I just purchased a CAL CL-2500 DVD player with the goal of improving the quality of my CD playback. I had heard the CL-20, and was very impressed with its capabilities as a CD player.
I was at first excited about its ability to play DVD Audio discs and HDCD. It turned out I was mistaken on the HDCD -- the CL-20 and CL-10 both support it, but on the newer CL-2500, CAL seems to have rejected HDCD support. And DVD Audio appears to have changed to an incompatible 24/192ksps format in the few years since the CL-2500 was built. No matter, there were really only about 1-2 discs I was really interested in, compared to the 400-500 CDs in my collection. SACD seems more prolific, but there are still only about 3-4 that I would buy if I had a player. Even HDCD, which is more common than DVD-A or SACD, has only a handful of titles that interest me, which I of course own since HDCD is merely a special encoding on a standard CD. None of the special formats offers enough titles or enough benefit to cause me to even consider compatibility as a factor in choosing a CD player.
You should all be concerned that the "audiophile" formats may never get off the ground, because music distribution is headed towards internet distribution -- which means lossy digital compression and lower sample rates and resolution. Not only that, but the promoters of the formats are sabotaging their own efforts -- SACD because it is proprietary, DVD-A because they changed the format mid-stream to something that existing players, and DVD-Video players, cannot play.
No, unless you are comfortable letting the published catalogue of the "advanced" formats dictate what you listen to, neither format is viable yet. I don't predict them becoming viable anytime soon.
Just look at HDCD -- it's a completely compatible format, but like SACD is proprietary and requires a license to record or to decode. It's been around for years and is still in very limited use. Personally, I hope it dies a quiet death. It does not seem to offer higher potential for quality than standard CD, but sacrifices the sound quality on incompatible players.
I am very pleased with my purchase...despite the fact that the new player recognizes neither SACD nor new-format DAD, it makes CDs sound really good. For someone like me who listens to a wide variety of (sometimes really obscure or unpopular) music, improving the sound quality of all my albums is much better than making slight additional improvements on a couple of titles.
I was at first excited about its ability to play DVD Audio discs and HDCD. It turned out I was mistaken on the HDCD -- the CL-20 and CL-10 both support it, but on the newer CL-2500, CAL seems to have rejected HDCD support. And DVD Audio appears to have changed to an incompatible 24/192ksps format in the few years since the CL-2500 was built. No matter, there were really only about 1-2 discs I was really interested in, compared to the 400-500 CDs in my collection. SACD seems more prolific, but there are still only about 3-4 that I would buy if I had a player.
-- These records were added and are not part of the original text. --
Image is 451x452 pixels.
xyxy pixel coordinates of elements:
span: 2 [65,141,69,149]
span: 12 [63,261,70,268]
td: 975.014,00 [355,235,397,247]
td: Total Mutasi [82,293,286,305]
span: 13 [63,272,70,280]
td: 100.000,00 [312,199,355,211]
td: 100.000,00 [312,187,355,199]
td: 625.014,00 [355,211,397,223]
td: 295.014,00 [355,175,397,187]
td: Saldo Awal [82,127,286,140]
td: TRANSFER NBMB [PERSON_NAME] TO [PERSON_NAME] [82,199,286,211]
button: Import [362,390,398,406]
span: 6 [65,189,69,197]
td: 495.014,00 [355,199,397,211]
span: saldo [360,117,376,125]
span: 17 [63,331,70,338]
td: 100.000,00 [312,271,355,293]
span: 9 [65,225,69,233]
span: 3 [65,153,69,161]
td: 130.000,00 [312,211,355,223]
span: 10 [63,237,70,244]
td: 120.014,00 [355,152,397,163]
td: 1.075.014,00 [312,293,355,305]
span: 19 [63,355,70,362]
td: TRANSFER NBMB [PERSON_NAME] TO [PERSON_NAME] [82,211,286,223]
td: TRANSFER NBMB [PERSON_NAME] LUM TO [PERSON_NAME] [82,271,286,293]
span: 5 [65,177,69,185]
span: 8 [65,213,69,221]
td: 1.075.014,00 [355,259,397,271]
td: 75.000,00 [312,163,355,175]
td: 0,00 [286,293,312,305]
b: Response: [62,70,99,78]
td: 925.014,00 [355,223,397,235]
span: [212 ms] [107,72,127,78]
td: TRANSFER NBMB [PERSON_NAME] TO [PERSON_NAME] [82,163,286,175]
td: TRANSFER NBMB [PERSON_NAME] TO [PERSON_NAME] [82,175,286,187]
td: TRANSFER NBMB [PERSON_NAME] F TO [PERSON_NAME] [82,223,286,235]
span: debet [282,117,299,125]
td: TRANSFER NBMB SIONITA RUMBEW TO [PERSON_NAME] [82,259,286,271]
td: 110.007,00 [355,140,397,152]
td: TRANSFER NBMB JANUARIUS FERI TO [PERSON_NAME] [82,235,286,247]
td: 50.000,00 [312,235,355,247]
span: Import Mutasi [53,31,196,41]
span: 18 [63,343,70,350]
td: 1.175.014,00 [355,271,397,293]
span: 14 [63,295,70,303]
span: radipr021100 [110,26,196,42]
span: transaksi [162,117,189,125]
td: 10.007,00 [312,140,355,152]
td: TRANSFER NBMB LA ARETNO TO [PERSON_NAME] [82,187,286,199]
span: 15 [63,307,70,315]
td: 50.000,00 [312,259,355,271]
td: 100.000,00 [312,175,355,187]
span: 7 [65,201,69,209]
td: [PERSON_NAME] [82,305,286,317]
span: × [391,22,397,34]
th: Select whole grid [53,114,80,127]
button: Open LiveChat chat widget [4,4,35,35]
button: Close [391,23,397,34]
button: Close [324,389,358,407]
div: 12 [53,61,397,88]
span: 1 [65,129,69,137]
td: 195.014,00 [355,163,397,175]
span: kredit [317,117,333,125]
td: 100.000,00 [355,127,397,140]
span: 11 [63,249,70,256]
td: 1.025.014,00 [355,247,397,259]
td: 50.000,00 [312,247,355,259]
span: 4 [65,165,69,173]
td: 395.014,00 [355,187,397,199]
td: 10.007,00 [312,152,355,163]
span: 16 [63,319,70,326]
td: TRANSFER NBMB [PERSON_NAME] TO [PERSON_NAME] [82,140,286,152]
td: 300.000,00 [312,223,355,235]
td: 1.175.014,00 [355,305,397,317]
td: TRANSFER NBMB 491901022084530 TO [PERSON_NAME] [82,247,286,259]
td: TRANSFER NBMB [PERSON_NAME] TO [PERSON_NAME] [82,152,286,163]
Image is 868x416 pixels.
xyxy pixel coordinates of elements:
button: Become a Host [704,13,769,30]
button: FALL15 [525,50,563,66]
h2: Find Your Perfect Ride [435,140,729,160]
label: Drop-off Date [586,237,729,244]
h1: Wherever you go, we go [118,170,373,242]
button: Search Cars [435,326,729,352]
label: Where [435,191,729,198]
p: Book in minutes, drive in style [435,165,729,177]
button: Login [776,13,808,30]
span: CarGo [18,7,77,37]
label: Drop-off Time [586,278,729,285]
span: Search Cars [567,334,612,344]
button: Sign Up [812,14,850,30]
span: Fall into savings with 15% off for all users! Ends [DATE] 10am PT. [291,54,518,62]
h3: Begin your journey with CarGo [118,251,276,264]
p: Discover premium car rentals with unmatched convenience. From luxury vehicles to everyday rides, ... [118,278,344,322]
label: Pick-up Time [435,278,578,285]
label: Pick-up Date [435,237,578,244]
Even HDCD, which is more common than DVD-A or SACD, has only a handful of titles that interest me, which I of course own since HDCD is merely a special encoding on a standard CD. None of the special formats offers enough titles or enough benefit to cause me to even consider compatibility as a factor in choosing a CD player.
You should all be concerned that the "audiophile" formats may never get off the ground, because music distribution is headed towards internet distribution -- which means lossy digital compression and lower sample rates and resolution. Not only that, but the promoters of the formats are sabotaging their own efforts -- SACD because it is proprietary, DVD-A because they changed the format mid-stream to something that existing players, and DVD-Video players, cannot play.
No, unless you are comfortable letting the published catalogue of the "advanced" formats dictate what you listen to, neither format is viable yet. I don't predict them becoming viable anytime soon.
Just look at HDCD -- it's a completely compatible format, but like SACD is proprietary and requires a license to record or to decode. It's been around for years and is still in very limited use. Personally, I hope it dies a quiet death. It does not seem to offer higher potential for quality than standard CD, but sacrifices the sound quality on incompatible players.
I am very pleased with my purchase...despite the fact that the new player recognizes neither SACD nor new-format DAD, it makes CDs sound really good. For someone like me who listens to a wide variety of (sometimes really obscure or unpopular) music, improving the sound quality of all my albums is much better than making slight additional improvements on a couple of titles.